An analysis by the market-oriented Manhattan Institute compared the price trends of electricity between coal-dependent states that have adopted renewable fuel mandates of the sort that the president favors and those that did not. The study found that between 2001 and 2010, residential electricity rates had increased by an average of 54.2 percent in the states with mandates, more than twice the increase seen in comparable states without a renewable fuel requirement.
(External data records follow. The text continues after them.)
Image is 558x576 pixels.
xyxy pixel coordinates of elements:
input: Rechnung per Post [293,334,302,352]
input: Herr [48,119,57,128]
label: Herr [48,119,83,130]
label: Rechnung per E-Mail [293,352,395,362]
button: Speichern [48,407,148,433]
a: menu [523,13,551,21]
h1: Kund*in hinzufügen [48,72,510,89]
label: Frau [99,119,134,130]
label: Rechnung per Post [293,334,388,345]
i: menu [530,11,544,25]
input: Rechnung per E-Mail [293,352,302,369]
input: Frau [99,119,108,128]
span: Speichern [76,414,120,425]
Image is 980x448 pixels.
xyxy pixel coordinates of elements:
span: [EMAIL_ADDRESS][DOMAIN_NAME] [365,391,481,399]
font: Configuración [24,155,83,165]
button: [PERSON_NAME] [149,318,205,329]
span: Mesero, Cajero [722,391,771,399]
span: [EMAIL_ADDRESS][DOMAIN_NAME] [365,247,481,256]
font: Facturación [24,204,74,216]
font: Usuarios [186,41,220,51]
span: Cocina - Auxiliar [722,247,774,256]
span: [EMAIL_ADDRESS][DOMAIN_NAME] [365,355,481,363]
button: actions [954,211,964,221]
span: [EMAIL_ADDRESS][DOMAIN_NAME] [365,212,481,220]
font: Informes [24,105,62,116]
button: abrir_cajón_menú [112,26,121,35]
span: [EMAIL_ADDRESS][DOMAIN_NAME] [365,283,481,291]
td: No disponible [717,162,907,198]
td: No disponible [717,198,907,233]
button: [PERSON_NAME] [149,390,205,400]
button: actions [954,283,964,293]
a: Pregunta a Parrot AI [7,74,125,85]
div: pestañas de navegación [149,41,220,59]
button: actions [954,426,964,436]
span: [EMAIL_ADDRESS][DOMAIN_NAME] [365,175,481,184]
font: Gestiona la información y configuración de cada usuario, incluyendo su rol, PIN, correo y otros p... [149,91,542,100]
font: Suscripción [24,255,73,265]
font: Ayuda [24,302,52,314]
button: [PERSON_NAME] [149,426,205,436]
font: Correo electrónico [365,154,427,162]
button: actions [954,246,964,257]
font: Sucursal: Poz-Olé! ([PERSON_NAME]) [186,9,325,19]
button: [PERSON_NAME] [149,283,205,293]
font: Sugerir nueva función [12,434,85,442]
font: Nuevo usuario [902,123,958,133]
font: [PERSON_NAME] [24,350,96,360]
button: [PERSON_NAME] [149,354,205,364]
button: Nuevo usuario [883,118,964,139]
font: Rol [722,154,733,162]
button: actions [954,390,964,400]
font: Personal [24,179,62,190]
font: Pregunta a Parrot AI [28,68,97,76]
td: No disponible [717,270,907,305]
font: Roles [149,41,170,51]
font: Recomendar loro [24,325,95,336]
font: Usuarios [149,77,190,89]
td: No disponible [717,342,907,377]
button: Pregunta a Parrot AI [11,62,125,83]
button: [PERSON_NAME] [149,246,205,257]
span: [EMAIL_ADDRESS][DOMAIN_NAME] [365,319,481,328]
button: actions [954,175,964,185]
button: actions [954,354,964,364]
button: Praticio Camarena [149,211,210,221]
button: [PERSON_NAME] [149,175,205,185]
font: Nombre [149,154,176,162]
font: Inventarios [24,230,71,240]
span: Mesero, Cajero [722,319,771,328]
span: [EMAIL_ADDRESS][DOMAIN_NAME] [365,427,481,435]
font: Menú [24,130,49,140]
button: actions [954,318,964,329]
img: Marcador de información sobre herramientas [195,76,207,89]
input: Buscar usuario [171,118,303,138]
The Georgetown speech also included a reference to the EPA's new automobile fuel economy standards (CAFE): "We doubled the mileage our cars will get on a gallon of gas by the middle of the next decade." Estimates by the National Automobile Dealers Association found that the new CAFE standards will boost the average price of a car by $3,000. Proponents correctly counter that that additional cost will be offset in extra fuel savings. On the other hand, a 2012 analysis by scholars at Massachusetts Institute of Technology found that setting automobile fuel economy standards is at least six to 14 times as costly to the economy as a gasoline tax that achieves the same cumulative carbon dioxide reduction. Technology mandates are a very expensive way to cut carbon dioxide emissions.

I say all this not to suggest that we should do nothing to address the possibility of a climate catastrophe. I say it because the Obamacare fiasco should be a warning to the president and other policymakers that a comparable ClimateCare program of top-down centralized planning will miscarry just as spectacularly. Wrecking both the health care and the energy sectors is hardly the kind of legacy a president should want to leave.

*I have been made aware that there is a company called ClimateCare. The headline is in no way refers to the climate and development experts at ClimateCare. Sorry for any confusion.